“I can guess your thoughts—I don’t speak altogether like a bushman? Well, my father was an Englishman, and my mother a lady of education from Montreal; that was why, at the cost of some self-denial on their part, I was sent East to school.”
It was an incomplete explanation. He had inherited the Englishman’s reticence, which forbade him to point out that his father sprang from an old family of standing and had, for some reason which his son had never learned, quarreled bitterly with his English relatives. Coming to Canada, he had married and taken up the bush life on a small and unremunerative ranch, where he had died and left his widow and his son badly provided for.
“Thank you,” responded Nasmyth; and Lisle supposed it was in recognition of the fact that he would hardly have furnished even those few particulars to one whom he regarded as a stranger. “To reciprocate, a few words will make clear all there is to know about me. English public school, Oxford afterward—didn’t take a degree. Spend most of my time in the country, though I make a few sporting trips abroad when I can afford it and have nothing better to do. That partly explains this journey. But I haven’t tried to force your confidence, nor offered you mine, altogether casually.”
“So I supposed,” returned Lisle. “It strikes me that since we got near the Gladwyne expedition’s line of march we have both felt that some explanation is needed. To go back a little, when I met you in Victoria and you offered to join me in the trip, I agreed partly because I wanted an intelligent companion, but I had another reason. At first I supposed you wished to go because a journey through a rough and little-known country seems to appeal to one kind of Englishman, but I changed my mind when you showed your anxiety to get upon the Gladwyne party’s trail.”
“You were right. I knew the Gladwynes in England; the one who died was an old and valued friend of mine. I could give you the history of their march, though I hardly think that’s needful. You seem remarkably well acquainted with it.”
Lisle’s face hardened. With the exception of one man, he knew more than anybody else about the fatal journey a party of four had made a year earlier through the region he and Nasmyth were approaching.
“I am,” he said. “There’s a cause for it; but I’ll ask you to tell me what you know.”
He threw more branches on the fire and a crackling blaze sprang aloft, forcing up the ragged spruce boughs out of the surrounding gloom.
“This is the survivor’s narrative. I heard it from his own lips more than once,” began Nasmyth. “I dare say most of it’s a kind of story that’s not unusual in the North.”
“It’s one that has been repeated with local variations over and over again. But go on.”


## [Your assignment]
Every line below that holds the string "style" should be copied.

(Dataset records on visual material)
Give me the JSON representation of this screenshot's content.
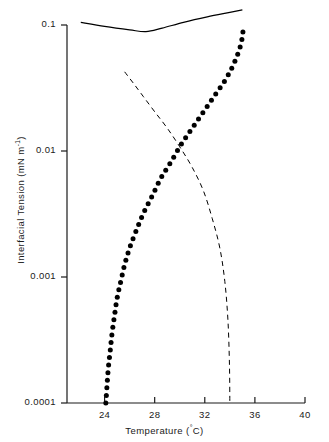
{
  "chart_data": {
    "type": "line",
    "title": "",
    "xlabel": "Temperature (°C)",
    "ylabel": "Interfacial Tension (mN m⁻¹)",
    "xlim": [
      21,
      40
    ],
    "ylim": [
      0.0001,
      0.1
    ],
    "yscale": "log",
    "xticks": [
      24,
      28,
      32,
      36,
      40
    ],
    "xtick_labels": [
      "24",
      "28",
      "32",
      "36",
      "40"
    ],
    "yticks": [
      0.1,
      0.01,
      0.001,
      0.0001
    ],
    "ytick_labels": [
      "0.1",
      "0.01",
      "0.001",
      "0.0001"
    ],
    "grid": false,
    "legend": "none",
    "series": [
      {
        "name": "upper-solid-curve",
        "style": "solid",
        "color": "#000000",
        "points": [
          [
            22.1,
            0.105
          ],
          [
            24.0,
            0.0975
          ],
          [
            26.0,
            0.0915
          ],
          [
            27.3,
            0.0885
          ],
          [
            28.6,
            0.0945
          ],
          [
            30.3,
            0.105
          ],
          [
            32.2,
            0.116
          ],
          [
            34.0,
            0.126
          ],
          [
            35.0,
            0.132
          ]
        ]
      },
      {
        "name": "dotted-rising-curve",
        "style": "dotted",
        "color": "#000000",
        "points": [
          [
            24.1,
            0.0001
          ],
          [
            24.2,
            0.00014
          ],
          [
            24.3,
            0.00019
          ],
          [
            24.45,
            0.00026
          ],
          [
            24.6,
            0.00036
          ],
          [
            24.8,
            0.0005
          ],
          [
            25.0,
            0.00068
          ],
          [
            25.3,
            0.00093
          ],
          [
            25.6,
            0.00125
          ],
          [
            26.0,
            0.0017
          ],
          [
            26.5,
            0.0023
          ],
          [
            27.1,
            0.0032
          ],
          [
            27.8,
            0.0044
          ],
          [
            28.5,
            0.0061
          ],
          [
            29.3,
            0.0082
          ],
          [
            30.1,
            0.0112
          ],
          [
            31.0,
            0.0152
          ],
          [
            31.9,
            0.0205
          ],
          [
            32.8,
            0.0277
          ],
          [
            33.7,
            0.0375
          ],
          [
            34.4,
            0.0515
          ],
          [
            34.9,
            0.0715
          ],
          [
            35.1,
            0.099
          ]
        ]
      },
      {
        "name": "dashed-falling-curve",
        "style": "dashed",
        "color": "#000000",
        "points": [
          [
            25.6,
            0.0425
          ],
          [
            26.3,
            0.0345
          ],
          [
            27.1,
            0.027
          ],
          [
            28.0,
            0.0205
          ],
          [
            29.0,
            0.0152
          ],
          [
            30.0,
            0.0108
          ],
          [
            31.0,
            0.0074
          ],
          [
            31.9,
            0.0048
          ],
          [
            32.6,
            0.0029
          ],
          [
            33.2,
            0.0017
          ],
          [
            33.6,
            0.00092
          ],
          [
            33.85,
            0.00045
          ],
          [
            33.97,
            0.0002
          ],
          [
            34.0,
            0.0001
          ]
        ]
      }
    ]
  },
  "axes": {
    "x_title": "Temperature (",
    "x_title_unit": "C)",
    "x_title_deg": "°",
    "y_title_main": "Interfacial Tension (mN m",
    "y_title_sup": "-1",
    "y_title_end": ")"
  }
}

## [Response below]
        "style": "solid",
        "style": "dotted",
        "style": "dashed",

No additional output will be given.